With COP26 concluded, nobody can deny the urgency for delivering on the promises made in Glasgow.

While it’s only been less than a month since the most important climate summit of our time took place, COP26 has already been heavily analysed. There’s been massive disappointment in many quarters, and quiet optimism and hope in others, but regardless of the differences in post-COP attitudes, everyone agrees that the next of measuring and accelerating progress on key climate targets is of the utmost importance. 

Global energy transition was a core focus of the summit, given its potential to make up at least 55% of the necessary carbon emission reductions necessary to keep global warming within the 1.5-degree rise parameters.

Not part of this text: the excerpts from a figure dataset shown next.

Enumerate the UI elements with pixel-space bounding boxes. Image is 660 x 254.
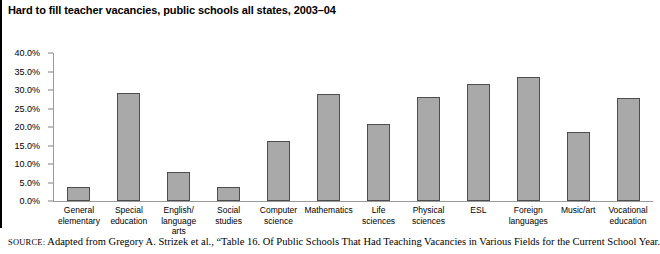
bar-slot xyxy=(204,53,254,201)
x-tick-label: Socialstudies xyxy=(204,205,254,237)
y-axis: 40.0%35.0%30.0%25.0%20.0%15.0%10.0%5.0%0… xyxy=(0,46,48,202)
x-tick-label-line: Foreign xyxy=(504,205,552,216)
x-tick-label-line: education xyxy=(105,216,153,227)
bar-slot xyxy=(553,53,603,201)
x-tick-label-line: ESL xyxy=(454,205,502,216)
bar xyxy=(267,141,290,201)
x-tick-label: Foreignlanguages xyxy=(503,205,553,237)
x-tick-label-line: languages xyxy=(504,216,552,227)
x-axis-labels: GeneralelementarySpecialeducationEnglish… xyxy=(54,205,653,237)
bar xyxy=(367,124,390,201)
y-tick-label: 35.0% xyxy=(14,67,40,76)
x-tick-label: English/language arts xyxy=(154,205,204,237)
bar xyxy=(517,77,540,201)
x-tick-label-line: sciences xyxy=(355,216,403,227)
y-tick-label: 25.0% xyxy=(14,104,40,113)
bar-slot xyxy=(503,53,553,201)
x-tick-label-line: Computer xyxy=(255,205,303,216)
bar xyxy=(217,187,240,201)
bar-series xyxy=(54,53,653,201)
y-tick-label: 10.0% xyxy=(14,160,40,169)
source-text: Adapted from Gregory A. Strizek et al., … xyxy=(45,236,660,247)
source-label: SOURCE: xyxy=(8,237,45,247)
x-tick-label: Music/art xyxy=(553,205,603,237)
x-tick-label-line: elementary xyxy=(55,216,103,227)
bar xyxy=(167,172,190,201)
bar-slot xyxy=(104,53,154,201)
x-tick-label-line: English/ xyxy=(155,205,203,216)
x-axis-line xyxy=(53,201,653,202)
y-tick-label: 30.0% xyxy=(14,86,40,95)
bar-slot xyxy=(354,53,404,201)
bar-slot xyxy=(154,53,204,201)
x-tick-label: Mathematics xyxy=(303,205,353,237)
bar xyxy=(617,98,640,201)
bar-slot xyxy=(403,53,453,201)
bar-slot xyxy=(54,53,104,201)
bar xyxy=(417,97,440,201)
x-tick-label: Physicalsciences xyxy=(404,205,454,237)
x-tick-label: Specialeducation xyxy=(104,205,154,237)
bar xyxy=(117,93,140,201)
x-tick-label-line: Vocational xyxy=(604,205,652,216)
bar xyxy=(567,132,590,201)
bar-slot xyxy=(603,53,653,201)
x-tick-label-line: General xyxy=(55,205,103,216)
x-tick-label-line: studies xyxy=(205,216,253,227)
chart-title: Hard to fill teacher vacancies, public s… xyxy=(8,4,336,16)
x-tick-label: ESL xyxy=(453,205,503,237)
x-tick-label-line: Special xyxy=(105,205,153,216)
x-tick-label-line: science xyxy=(255,216,303,227)
bar-slot xyxy=(453,53,503,201)
y-tick-label: 5.0% xyxy=(19,178,40,187)
y-tick-label: 0.0% xyxy=(19,197,40,206)
x-tick-label-line: sciences xyxy=(405,216,453,227)
y-tick-label: 40.0% xyxy=(14,49,40,58)
x-tick-label: Vocationaleducation xyxy=(603,205,653,237)
x-tick-label-line: Social xyxy=(205,205,253,216)
x-tick-label-line: language arts xyxy=(155,216,203,237)
bar xyxy=(317,94,340,201)
source-note: SOURCE: Adapted from Gregory A. Strizek … xyxy=(8,236,657,248)
bar-slot xyxy=(254,53,304,201)
x-tick-label: Computerscience xyxy=(254,205,304,237)
x-tick-label: Generalelementary xyxy=(54,205,104,237)
chart-plot-area: 40.0%35.0%30.0%25.0%20.0%15.0%10.0%5.0%0… xyxy=(0,46,659,232)
x-tick-label-line: Life xyxy=(355,205,403,216)
y-tick-label: 20.0% xyxy=(14,123,40,132)
bar xyxy=(67,187,90,201)
y-tick-label: 15.0% xyxy=(14,141,40,150)
x-tick-label-line: Physical xyxy=(405,205,453,216)
bar-slot xyxy=(304,53,354,201)
bar xyxy=(467,84,490,201)
x-tick-label-line: Music/art xyxy=(554,205,602,216)
x-tick-label-line: education xyxy=(604,216,652,227)
x-tick-label-line: Mathematics xyxy=(304,205,352,216)
x-tick-label: Lifesciences xyxy=(354,205,404,237)
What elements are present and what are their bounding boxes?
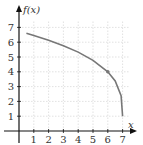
svg-text:5: 5 [8, 52, 14, 63]
svg-text:3: 3 [60, 134, 66, 145]
svg-text:7: 7 [8, 22, 14, 33]
svg-text:6: 6 [8, 37, 14, 48]
function-graph: 12345671234567 f(x) x [0, 0, 143, 145]
svg-text:3: 3 [8, 81, 14, 92]
svg-text:4: 4 [75, 134, 81, 145]
svg-text:1: 1 [31, 134, 37, 145]
svg-text:4: 4 [8, 66, 14, 77]
x-axis-label: x [128, 119, 134, 130]
svg-text:6: 6 [105, 134, 111, 145]
svg-text:2: 2 [8, 96, 14, 107]
function-curve [26, 33, 122, 116]
svg-text:2: 2 [45, 134, 51, 145]
svg-text:5: 5 [90, 134, 96, 145]
axes [4, 5, 137, 143]
highlighted-point [106, 70, 110, 74]
svg-text:7: 7 [119, 134, 125, 145]
svg-text:1: 1 [8, 111, 14, 122]
y-axis-label: f(x) [22, 4, 40, 15]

Perhaps the most crucial agreement element of the summit was the written acknowledgement of over 40 nations that “coal power generation is the single biggest cause of global temperature increases”. The signatory nations recognised the imperative to “urgently scale-up the deployment of clean power to make it the “most affordable and accessible option globally”. The concrete pledge of this agreement is to phase out unabated coal power use over the next two decades. In this context, unabated coal power refers to burning coal for power generation but without using any mitigating technologies to reduce carbon dioxide emissions, such as Carbon Capture Utilisation and Storage (CCUS). 

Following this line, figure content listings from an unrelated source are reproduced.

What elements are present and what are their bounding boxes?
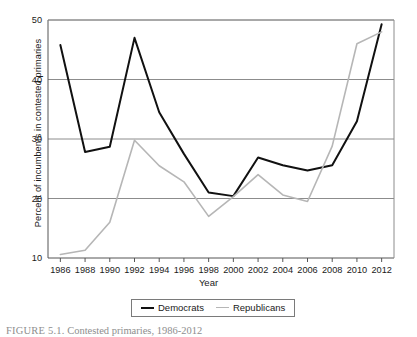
chart-area: 1020304050198619881990199219941996199820… xyxy=(0,0,417,292)
x-tick-label-1986: 1986 xyxy=(50,265,70,275)
x-tick-label-1998: 1998 xyxy=(198,265,218,275)
legend-line-democrats-icon xyxy=(141,307,154,309)
legend-item-republicans: Republicans xyxy=(216,302,285,313)
x-tick-label-1996: 1996 xyxy=(174,265,194,275)
x-tick-label-1992: 1992 xyxy=(124,265,144,275)
figure-caption: FIGURE 5.1. Contested primaries, 1986-20… xyxy=(6,325,411,336)
x-tick-label-2002: 2002 xyxy=(248,265,268,275)
x-tick-label-1988: 1988 xyxy=(75,265,95,275)
x-axis-title: Year xyxy=(0,277,417,288)
figure-caption-label: FIGURE 5.1. xyxy=(6,325,65,336)
legend-label-republicans: Republicans xyxy=(233,302,285,313)
x-tick-label-2012: 2012 xyxy=(371,265,391,275)
x-tick-label-2004: 2004 xyxy=(273,265,293,275)
x-tick-label-1990: 1990 xyxy=(100,265,120,275)
y-axis-title: Percent of incumbents in contested prima… xyxy=(33,13,43,253)
legend-label-democrats: Democrats xyxy=(158,302,204,313)
series-line-republicans xyxy=(60,32,381,255)
x-tick-label-1994: 1994 xyxy=(149,265,169,275)
y-tick-label-10: 10 xyxy=(32,253,42,263)
x-tick-label-2000: 2000 xyxy=(223,265,243,275)
x-tick-label-2008: 2008 xyxy=(322,265,342,275)
x-tick-label-2010: 2010 xyxy=(347,265,367,275)
series-line-democrats xyxy=(60,24,381,196)
x-tick-label-2006: 2006 xyxy=(297,265,317,275)
line-chart-plot: 1020304050198619881990199219941996199820… xyxy=(0,0,417,292)
legend-line-republicans-icon xyxy=(216,307,229,308)
chart-legend: Democrats Republicans xyxy=(131,299,295,317)
legend-item-democrats: Democrats xyxy=(141,302,204,313)
figure-caption-text: Contested primaries, 1986-2012 xyxy=(67,325,202,336)
figure-container: 1020304050198619881990199219941996199820… xyxy=(0,0,417,337)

Other key areas of focus include the rapid expansion of green financing, greater transparency in carbon markets (after contentious and unreliable results in many carbon offsetting activities globally), greater innovation in emerging areas such as green hydrogen and carbon capture technologies, and the sweeping reduction of methane gas generation.

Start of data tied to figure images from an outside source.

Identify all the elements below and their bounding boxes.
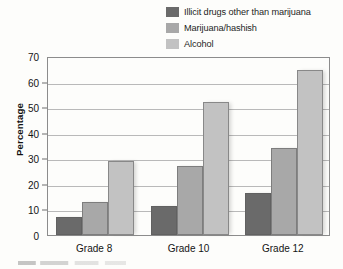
y-axis-ticks: 010203040506070 xyxy=(0,57,47,236)
x-axis-category-label: Grade 12 xyxy=(262,243,304,254)
bar xyxy=(56,217,82,235)
y-axis-tick-label: 10 xyxy=(28,205,39,216)
x-axis-category-label: Grade 10 xyxy=(168,243,210,254)
bar xyxy=(82,202,108,235)
cropped-caption-sliver xyxy=(18,261,126,265)
bar-group xyxy=(151,58,229,235)
bar-chart-figure: Illicit drugs other than marijuana Marij… xyxy=(0,0,343,269)
legend-label-alcohol: Alcohol xyxy=(184,39,213,49)
legend-item-marijuana: Marijuana/hashish xyxy=(166,20,343,35)
plot-area xyxy=(47,57,330,236)
legend-item-illicit-drugs: Illicit drugs other than marijuana xyxy=(166,4,343,19)
y-axis-tick-label: 40 xyxy=(28,128,39,139)
y-axis-tick-label: 50 xyxy=(28,103,39,114)
y-axis-tick-label: 60 xyxy=(28,77,39,88)
legend-label-marijuana: Marijuana/hashish xyxy=(184,23,257,33)
bar-group xyxy=(245,58,323,235)
bar xyxy=(297,70,323,235)
bar xyxy=(151,206,177,235)
bar xyxy=(271,148,297,235)
y-axis-tick-label: 0 xyxy=(33,231,39,242)
chart-legend: Illicit drugs other than marijuana Marij… xyxy=(166,4,343,52)
y-axis-tick-label: 20 xyxy=(28,179,39,190)
bar xyxy=(203,102,229,235)
y-axis-tick-label: 30 xyxy=(28,154,39,165)
bar-group xyxy=(56,58,134,235)
legend-swatch-illicit-drugs xyxy=(166,7,179,17)
bar xyxy=(245,193,271,235)
bar xyxy=(177,166,203,235)
legend-label-illicit-drugs: Illicit drugs other than marijuana xyxy=(184,7,311,17)
legend-swatch-alcohol xyxy=(166,39,179,49)
y-axis-tick-label: 70 xyxy=(28,52,39,63)
legend-swatch-marijuana xyxy=(166,23,179,33)
x-axis-category-label: Grade 8 xyxy=(76,243,112,254)
bar xyxy=(108,161,134,235)
legend-item-alcohol: Alcohol xyxy=(166,36,343,51)
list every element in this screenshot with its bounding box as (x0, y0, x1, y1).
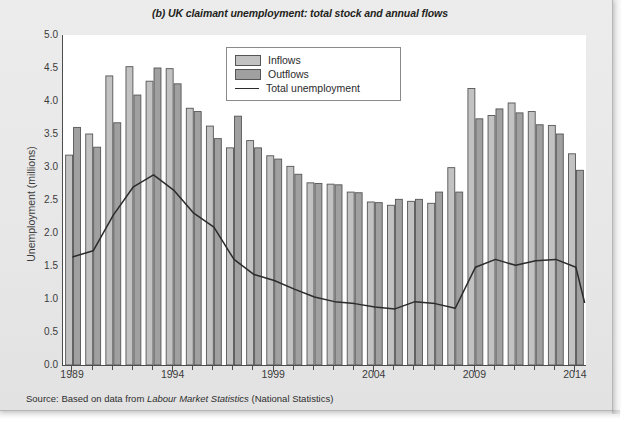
x-tick-mark-1990 (92, 366, 93, 370)
x-tick-label-2009: 2009 (463, 368, 486, 380)
x-tick-mark-2013 (554, 366, 555, 370)
x-tick-mark-2006 (413, 366, 414, 370)
panel-shadow-right (612, 0, 622, 414)
x-tick-mark-2007 (434, 366, 435, 370)
y-tick-label-2.0: 2.0 (24, 228, 58, 238)
y-tick-label-4.0: 4.0 (24, 96, 58, 106)
y-tick-label-0.5: 0.5 (24, 327, 58, 337)
legend-swatch-inflows-icon (235, 55, 261, 66)
x-tick-mark-1997 (232, 366, 233, 370)
legend-item-outflows: Outflows (235, 67, 393, 81)
x-tick-mark-2000 (293, 366, 294, 370)
legend-label-inflows: Inflows (268, 54, 301, 66)
x-tick-mark-1996 (212, 366, 213, 370)
legend-item-inflows: Inflows (235, 53, 393, 67)
x-tick-mark-2010 (494, 366, 495, 370)
x-tick-label-1999: 1999 (262, 368, 285, 380)
x-tick-label-1994: 1994 (161, 368, 184, 380)
screenshot-page: (b) UK claimant unemployment: total stoc… (0, 0, 627, 427)
total-unemployment-line (73, 175, 584, 309)
x-tick-mark-1993 (152, 366, 153, 370)
x-tick-label-1989: 1989 (60, 368, 83, 380)
x-tick-label-2014: 2014 (563, 368, 586, 380)
y-tick-label-5.0: 5.0 (24, 30, 58, 40)
x-tick-mark-2002 (333, 366, 334, 370)
x-tick-mark-2001 (313, 366, 314, 370)
x-tick-mark-1995 (192, 366, 193, 370)
x-tick-label-2004: 2004 (362, 368, 385, 380)
x-tick-mark-1992 (132, 366, 133, 370)
x-tick-mark-2003 (353, 366, 354, 370)
y-tick-label-2.5: 2.5 (24, 195, 58, 205)
x-tick-mark-2012 (534, 366, 535, 370)
legend-swatch-outflows-icon (235, 69, 261, 80)
y-tick-label-1.0: 1.0 (24, 294, 58, 304)
y-tick-label-0.0: 0.0 (24, 360, 58, 370)
source-prefix: Source: Based on data from (26, 393, 147, 404)
panel-shadow-bottom (0, 410, 620, 419)
y-tick-label-3.5: 3.5 (24, 129, 58, 139)
source-suffix: (National Statistics) (249, 393, 333, 404)
x-tick-mark-2005 (393, 366, 394, 370)
y-tick-label-1.5: 1.5 (24, 261, 58, 271)
y-tick-label-3.0: 3.0 (24, 162, 58, 172)
legend-label-outflows: Outflows (268, 68, 309, 80)
y-axis-ticks: 0.00.51.01.52.02.53.03.54.04.55.0 (16, 0, 58, 427)
x-tick-mark-1991 (112, 366, 113, 370)
source-italic-title: Labour Market Statistics (147, 393, 249, 404)
source-note: Source: Based on data from Labour Market… (26, 393, 333, 404)
x-tick-mark-1998 (252, 366, 253, 370)
legend-line-icon (235, 84, 259, 93)
x-tick-mark-2008 (454, 366, 455, 370)
chart-title: (b) UK claimant unemployment: total stoc… (0, 7, 600, 19)
legend-item-total-unemployment: Total unemployment (235, 81, 393, 95)
chart-legend: Inflows Outflows Total unemployment (226, 47, 401, 101)
legend-label-total-unemployment: Total unemployment (266, 82, 360, 94)
x-tick-mark-2011 (514, 366, 515, 370)
y-tick-label-4.5: 4.5 (24, 63, 58, 73)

In all these areas, the Middle East as a region is either highly proactive or even cultivating global leadership status. Particularly when it comes to harnessing solar energy, creating green hydrogen and cultivating green finance vehicles.

Already, the final months of 2021 have provided a number of important milestones for progress in the regional (and indeed global) struggle for a clean energy future.

This month, Abu Dhabi National Oil Company (ADNOC) stepped up its own commitment to energy transition, in the form of a new venture with Abu Dhabi National Energy Company (TAQA). The ultimate aim of the partnership between these two regional giants is to create a whopping 30 GW of renewable energy capacity by 2030. While their core focus will be on new renewable energy projects at home and abroad, waste-to-energy and green hydrogen will expand the portfolio of this highly ambitious new venture.

In fact, ADNOC believes that 2022 will be a turning point for the UAE and the wider region when it comes to realising its clean energy dreams. By January next year, ADNOC predicts that it will receive 100% of its grid power from clean energy sources. This is an incredible achievement for an oil and gas company – even one of ADNOC’s size and resources – in a time period marked by the challenges of a series of oil price crises and the global pandemic.

Still, this innovation and commitment to new energy approaches is in keeping with the UAE’s desire to lead the region in clean energy adoption. With its own plans involve going net-zero emissions by 2050, this represents a remarkable new direction for a nation whose wealth was founded on oil. With a planned $163 billion in investments to achieve this aim, the UAE is heavily focused on making this target a reality. Notable UAE renewable energy projects currently underway include the construction of The 5.6GW Barakah Plant, one of the biggest nuclear power plants in the world, and the 2GW Al Dhafra Solar Photovoltaic project, capable of reducing 2.4 million tonnes of CO2 emissions annually.

Bright spots in a year of political and environmental uncertainty

The near immediate acceleration of clean energy efforts in the UAE and wider ME region after COP26 is a phenomenon being replicated all over the world. There appears to be a near universal sentiment that the message “actions speak louder than words” has been heard and acted upon by global leaders in government, industry and innovation sectors. Turning COP26’s plans into reality is the next great struggle, one with little to no time to spare.

As well as the ground-breaking agreements made in Glasgow, the final months of 2021 are bringing several bright predictions for the immediate future conditions of key sustainability sectors. The costs attached to solar panels, LED bulbs and lithium-ion batteries have plunged by approximately 90% in the past decade, with further drops anticipated as they are fuelled by further breakthrough innovations. Similarly, it’s widely predicted that the next year or two may see the tipping point where electric cars become cheaper to buy than hydrocarbon-fuelled cars.

With such world-changing technologies at the point of mass-adoption, driven on by perhaps the strongest international political will and public insistence ever generated in history on the subject of protecting our planet’s future, there is a note of cautious optimism in the air as we enter December 2021.